Next Stop: Ogilvie

As a challenge I’m going to complete a post before I get to the city this morning, so beware: coherency, intelligence, and an actual topic are optional for this post.

Today I’m doing training, which means that I get to take a class on something and then do all the work that I would have been doing had I not been in the class. I’m going to be learning about the parts of Boost that are planned for inclusion in the new C++ spec. I know, I know, riveting material here. Actually, I’ve been looking forward to it a lot; Boost is one of those things that I totally ignore until I need something, and when I do need something Boost usually has it, in an elegant, robust way.

But that’s not all: today my empire at work becomes complete. My new hire gets moved to the desk across from me, and in the process scores a window seat on his third week with the firm. I told you people to submit a resume; perks abound.

Ah, well. I finally feel like I’m making real progress again, and moving forward feels good. Between that and the springtime warmup, I’ve gotta say, things are well.

The Shoulders Of Giants

Yesterday I took advantage of an opportunity to meet Scott Meyers and listen to him give a talk on one of his current pet projects, which involved the use of some creative C++ template meta-programming tricks to, as he put it, “generalize const“.

The talk was a lot of fun for a number of things: one, it got me thinking about the continuum between a code segment’s state of being ( having this feature ), through documenting that state as intentional (it *should* have this feature), to explicitly enforcing the requirement of that feature. Another was that it was very heartening to see the author of Effective C++ and Effective STL bang his brain against the complexity of Template Metaprogramming — now I don’t feel quite so bad when I’m digging in the bowels of boost::python or boost::mpl and end up staring at the screen and drooling — Scott’s been there too.

It also got me thinking about how iterative technology really is. Truly ‘revolutionary’ technology isn’t technically revolutionary — it’s an incremental improvement from the previous technical iteration. What makes it revolutionary is what it enables in real life. I write code all the time that uses things like std::sort, which is a relatively simple thing in itself, but it depends upon all the other things — the containers, the memory allocation, the memory manager, the bit order, the instruction set, and so on and so on down to the bare transistors simply behaving as expected. Good ol’ std::sort wouldn’t be very useful without that stuff — and each of those things were minor revolutions of their times — we’ve built on them and created meta-stuff, with meta-meta-stuff to specialize the meta-stuff.

So today I can do template magic to make the compiler do some extra work for me, and object-orientation to make my programs reflect the real world better, and I didn’t have to figure out all the details of how to make those things happen. I just had to learn how the giants before me organized it so I can reuse it.

Someday, perhaps, something that I build will be like that for someone else, a problem that I poke and prod until I come up with a solution will become another std::sort for someone to grab onto and turn a task from impossible to possible, and from possible to simple.

Whenever that happens, though, it’ll still be standing on the foundation laid by the giants who came before.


Work instruction
Find the lines below that contain the string "chevron". Copy each one.

Source information
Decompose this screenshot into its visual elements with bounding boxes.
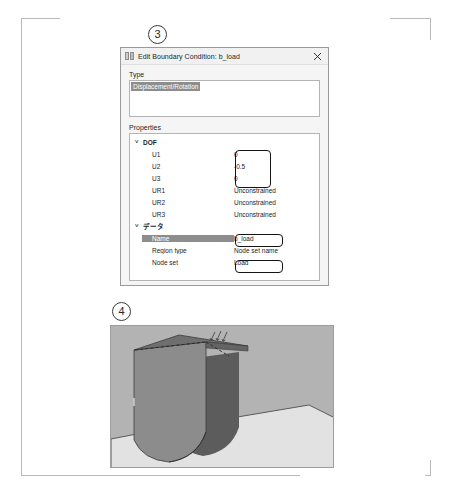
property-key: U2 xyxy=(142,163,234,170)
type-section-label: Type xyxy=(129,71,320,78)
step-marker-4: 4 xyxy=(112,302,131,321)
property-value[interactable]: Unconstrained xyxy=(234,187,315,194)
dialog-body: Type Displacement/Rotation Properties ˅ … xyxy=(121,65,328,281)
property-value[interactable]: Load xyxy=(234,259,315,266)
step-marker-3: 3 xyxy=(148,25,167,44)
property-key: Node set xyxy=(142,259,234,266)
property-key: Region type xyxy=(142,247,234,254)
page-border-gap-right xyxy=(424,40,432,460)
property-value[interactable]: Node set name xyxy=(234,247,315,254)
close-icon[interactable] xyxy=(311,50,324,63)
property-row-ur1[interactable]: UR1 Unconstrained xyxy=(130,184,319,196)
property-row-u3[interactable]: U3 0 xyxy=(130,172,319,184)
property-row-node-set[interactable]: Node set Load xyxy=(130,256,319,268)
dialog-titlebar[interactable]: Edit Boundary Condition: b_load xyxy=(121,48,328,65)
page-border-gap-bottom xyxy=(300,472,425,478)
model-3d-canvas xyxy=(111,326,334,468)
page-border-gap-top xyxy=(60,16,390,21)
property-value[interactable]: -0.5 xyxy=(234,163,315,170)
chevron-down-icon[interactable]: ˅ xyxy=(135,136,142,148)
type-listbox[interactable]: Displacement/Rotation xyxy=(129,80,320,117)
property-key: U3 xyxy=(142,175,234,182)
dialog-title: Edit Boundary Condition: b_load xyxy=(138,53,311,60)
edit-boundary-condition-dialog: Edit Boundary Condition: b_load Type Dis… xyxy=(120,47,329,286)
property-row-region-type[interactable]: Region type Node set name xyxy=(130,244,319,256)
part-front-face xyxy=(134,342,206,462)
property-key: Name xyxy=(142,235,234,242)
property-group-label: データ xyxy=(142,221,218,231)
property-row-u1[interactable]: U1 0 xyxy=(130,148,319,160)
property-row-ur2[interactable]: UR2 Unconstrained xyxy=(130,196,319,208)
property-value[interactable]: Unconstrained xyxy=(234,199,315,206)
properties-panel: ˅ DOF U1 0 U2 -0.5 U3 0 UR1 xyxy=(129,133,320,281)
boundary-condition-icon xyxy=(125,52,134,61)
property-value[interactable]: Unconstrained xyxy=(234,211,315,218)
type-option-displacement-rotation[interactable]: Displacement/Rotation xyxy=(131,82,200,91)
properties-section-label: Properties xyxy=(129,124,320,131)
property-value[interactable]: b_load xyxy=(234,235,315,242)
property-group-data[interactable]: ˅ データ xyxy=(130,220,319,232)
property-key: U1 xyxy=(142,151,234,158)
property-key: UR3 xyxy=(142,211,234,218)
property-key: UR2 xyxy=(142,199,234,206)
property-key: UR1 xyxy=(142,187,234,194)
property-group-dof[interactable]: ˅ DOF xyxy=(130,136,319,148)
property-value[interactable]: 0 xyxy=(234,151,315,158)
property-value[interactable]: 0 xyxy=(234,175,315,182)
property-row-ur3[interactable]: UR3 Unconstrained xyxy=(130,208,319,220)
property-group-label: DOF xyxy=(142,139,218,146)
chevron-down-icon[interactable]: ˅ xyxy=(135,220,142,232)
model-3d-view[interactable] xyxy=(110,325,334,468)
property-row-name[interactable]: Name b_load xyxy=(130,232,319,244)
property-row-u2[interactable]: U2 -0.5 xyxy=(130,160,319,172)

Output of the task
chevron-down-icon[interactable]: ˅ xyxy=(135,136,142,148)
chevron-down-icon[interactable]: ˅ xyxy=(135,220,142,232)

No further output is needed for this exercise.